Last week the UK’s seventh largest bank, Alliance & Leicester, issued all of its one million online banking customers with extra security technology designed to stamp out internet phishing scams.
The two-factor technology is the firm’s response to banking-related online identity theft and fraud, which according to industry group Apacs, cost the UK £23.2m last year. The software identifies the customer’s computer and assures them they are not entering a phishing web site.
While Alliance & Leicester is adopting its own form of two-way, two-factor customer authentication from vendor PassMark , other UK banks are taking a different approach, using physical devices to identify customers.
Earlier this month, Lloyds TSB revealed that it has eliminated online banking fraud among some 23,500 customers who have been testing the key-ring sized devices over the past five months (Computing, 10 March).
HSBC is also working on developing two-factor authentication technology for internet banking customers, which it will issue to customers later this year. It is already rolling out passcode generating devices from supplier Vasco in the Asia-Pacific region.
‘The solution will provide extra protection against fraudulent activities such as phishing, keylogger trojans and remote hacking,’ said an HSBC spokesman.
The token devices generate a unique passcode for each user every 30 to 60 seconds.
Even if a criminal manages to intercept an online banker’s user ID and password via keystroke logging software, spoof sites or phishing emails, they would not be able to access the bank account or transfer money.
‘Fraud has adapted over time and spyware is more sophisticated. This is something we needed to tackle,’ said Matthew Timms, director of internet banking at Lloyds TSB.
‘Customers will use the device once to log in, and again to make transfers, standing orders or person-to-person payments.’
But because many people in the UK hold several bank accounts with various financial services organisations, a proliferation of different physical authentication devices could become inconvenient or confusing.
For this reason Apacs has developed an industry standard device to authenticate online transactions, and card-not-present purchases made online or by telephone (Computing, 5 January).
Alliance & Leicester and Lloyds TSB say they will move to this form of authentication device when they feel the time is right.
‘Tokens secure the transactions, but the Apacs industry standard covers a greater spectrum, including one-time, log-in passwords; card-not-present transactions; and person-to-person transfers,’ said Timms.
Martha Bennett, research director at analyst Forrester Research, agrees that a common approach within the banking industry will boost user acceptance. Lloyds TSB and Alliance & Leicester’s existing investments will be transferable, she says.
‘Lloyds TSB has chosen a back-end system that will work with the Apacs standard. The only non-reusable technology will be the tokens,’ she said. ‘And what Alliance & Leicester is doing is something that can be used in conjunction with it.’
But Bennett says rather than putting the responsibility on the customer to authenticate themselves, the bank should be investing more in back-end systems and transaction analysis databases to curb financial losses.
‘In the US they will do almost anything to avoid using two-factor authentication, so they are adding more sophistication to back-end systems.
‘Whereas in Europe financial services are taking the opposite approach of strengthening the front door,’ she said.
By using software to analyse where a customer is physically logged-in and by identifying behavioural usage patterns, banks should be able to detect anomalies and spot criminals trying to access accounts from other countries, she says.
Timms agrees: ‘The Access Code Device is one part of our overall strategy; we are also doing a lot with transaction monitoring and that has already been very successful for us.’
But online fraud is still less of a concern to the industry compared with the potential financial losses if worried internet customers switch back to more costly high-street and telephone banking services.
So long as this concern remains prevalent, banks are likely to stay focused on high-profile, public-facing security projects, rather than just behind the scenes intelligence systems.
Anti fraud ...in 30 seconds
How does two-factor authentication work?
*Banks are developing two-factor authentication technology to tackle identity theft and internet fraud.
*Although approaches vary from bank to bank, the technology relies on two things: something you know, such as a password or PIN, and something you have, such as a computer or token.
*Some 15 million Bank of America customers in the US authenticate themselves using the PassMark system adopted by Alliance & Leicester.
*In Brazil and the Asia-Pacific region, HSBC has been testing key-ring sized tokens that generate a unique code for users to enter when they log in.
*In Sweden, the government is working with the banking industry to develop BankID, a digital signature system to verify transactions. Thales’ SafeSign technology is currently used by nine banks and more than 600,000 people.
*In the UK, three technologies are being explored: Alliance & Leicester is using the computer as the authenticator; Lloyds TSB is testing key-ring sized tokens; and industry group Apacs is developing a card reader.
*In Finland, Nordea Bank issues customers with sheets of paper containing one-off passcodes that consumers scratch off each time they log on.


* **Problem description**: Restate the listing exactly and in full.

* **Provided records**:
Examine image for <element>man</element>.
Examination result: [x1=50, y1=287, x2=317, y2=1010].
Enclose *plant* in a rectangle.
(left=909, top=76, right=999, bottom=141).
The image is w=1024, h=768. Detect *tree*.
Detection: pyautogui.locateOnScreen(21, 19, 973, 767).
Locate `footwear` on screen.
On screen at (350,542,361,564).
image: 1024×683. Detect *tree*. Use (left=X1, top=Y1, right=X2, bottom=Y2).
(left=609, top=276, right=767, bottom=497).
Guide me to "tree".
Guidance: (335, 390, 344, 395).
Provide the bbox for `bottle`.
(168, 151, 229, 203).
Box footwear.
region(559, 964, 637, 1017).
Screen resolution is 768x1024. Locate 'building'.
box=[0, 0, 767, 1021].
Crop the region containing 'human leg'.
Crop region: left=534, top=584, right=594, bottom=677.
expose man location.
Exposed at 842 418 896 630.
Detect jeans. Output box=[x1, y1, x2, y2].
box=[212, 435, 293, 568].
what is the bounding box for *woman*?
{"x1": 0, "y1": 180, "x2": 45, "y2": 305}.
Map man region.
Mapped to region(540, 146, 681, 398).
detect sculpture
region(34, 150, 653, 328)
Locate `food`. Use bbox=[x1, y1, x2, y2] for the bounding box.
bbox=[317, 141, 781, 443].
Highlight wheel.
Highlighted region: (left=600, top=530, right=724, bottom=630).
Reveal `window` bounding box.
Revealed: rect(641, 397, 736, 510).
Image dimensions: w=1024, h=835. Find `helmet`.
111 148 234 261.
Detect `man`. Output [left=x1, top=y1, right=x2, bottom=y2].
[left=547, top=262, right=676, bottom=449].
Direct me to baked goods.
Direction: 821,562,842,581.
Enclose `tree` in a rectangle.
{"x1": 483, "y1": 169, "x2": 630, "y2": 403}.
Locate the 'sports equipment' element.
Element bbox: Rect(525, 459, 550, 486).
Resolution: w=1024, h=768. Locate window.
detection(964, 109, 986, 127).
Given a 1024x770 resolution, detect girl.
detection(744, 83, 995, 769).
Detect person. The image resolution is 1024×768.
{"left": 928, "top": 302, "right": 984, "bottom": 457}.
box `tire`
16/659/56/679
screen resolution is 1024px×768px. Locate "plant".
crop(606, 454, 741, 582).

* **Exercise answer**:
Examine image for <element>man</element>.
Examination result: [x1=50, y1=287, x2=317, y2=1010].
Enclose *plant* in a rectangle.
(left=909, top=76, right=999, bottom=141).
The image is w=1024, h=768. Detect *tree*.
Detection: pyautogui.locateOnScreen(21, 19, 973, 767).
Locate `footwear` on screen.
On screen at (350,542,361,564).
image: 1024×683. Detect *tree*. Use (left=X1, top=Y1, right=X2, bottom=Y2).
(left=609, top=276, right=767, bottom=497).
Guide me to "tree".
Guidance: (335, 390, 344, 395).
Provide the bbox for `bottle`.
(168, 151, 229, 203).
Box footwear.
region(559, 964, 637, 1017).
Screen resolution is 768x1024. Locate 'building'.
box=[0, 0, 767, 1021].
Crop the region containing 'human leg'.
Crop region: left=534, top=584, right=594, bottom=677.
expose man location.
Exposed at 842 418 896 630.
Detect jeans. Output box=[x1, y1, x2, y2].
box=[212, 435, 293, 568].
what is the bounding box for *woman*?
{"x1": 0, "y1": 180, "x2": 45, "y2": 305}.
Map man region.
Mapped to region(540, 146, 681, 398).
detect sculpture
region(34, 150, 653, 328)
Locate `food`. Use bbox=[x1, y1, x2, y2] for the bounding box.
bbox=[317, 141, 781, 443].
Highlight wheel.
Highlighted region: (left=600, top=530, right=724, bottom=630).
Reveal `window` bounding box.
Revealed: rect(641, 397, 736, 510).
Image dimensions: w=1024, h=835. Find `helmet`.
111 148 234 261.
Detect `man`. Output [left=x1, top=y1, right=x2, bottom=y2].
[left=547, top=262, right=676, bottom=449].
Direct me to baked goods.
Direction: 821,562,842,581.
Enclose `tree` in a rectangle.
{"x1": 483, "y1": 169, "x2": 630, "y2": 403}.
Locate the 'sports equipment' element.
Element bbox: Rect(525, 459, 550, 486).
Resolution: w=1024, h=768. Locate window.
detection(964, 109, 986, 127).
Given a 1024x770 resolution, detect girl.
detection(744, 83, 995, 769).
Detect person. The image resolution is 1024×768.
{"left": 928, "top": 302, "right": 984, "bottom": 457}.
box `tire`
16/659/56/679
screen resolution is 1024px×768px. Locate "plant".
crop(606, 454, 741, 582).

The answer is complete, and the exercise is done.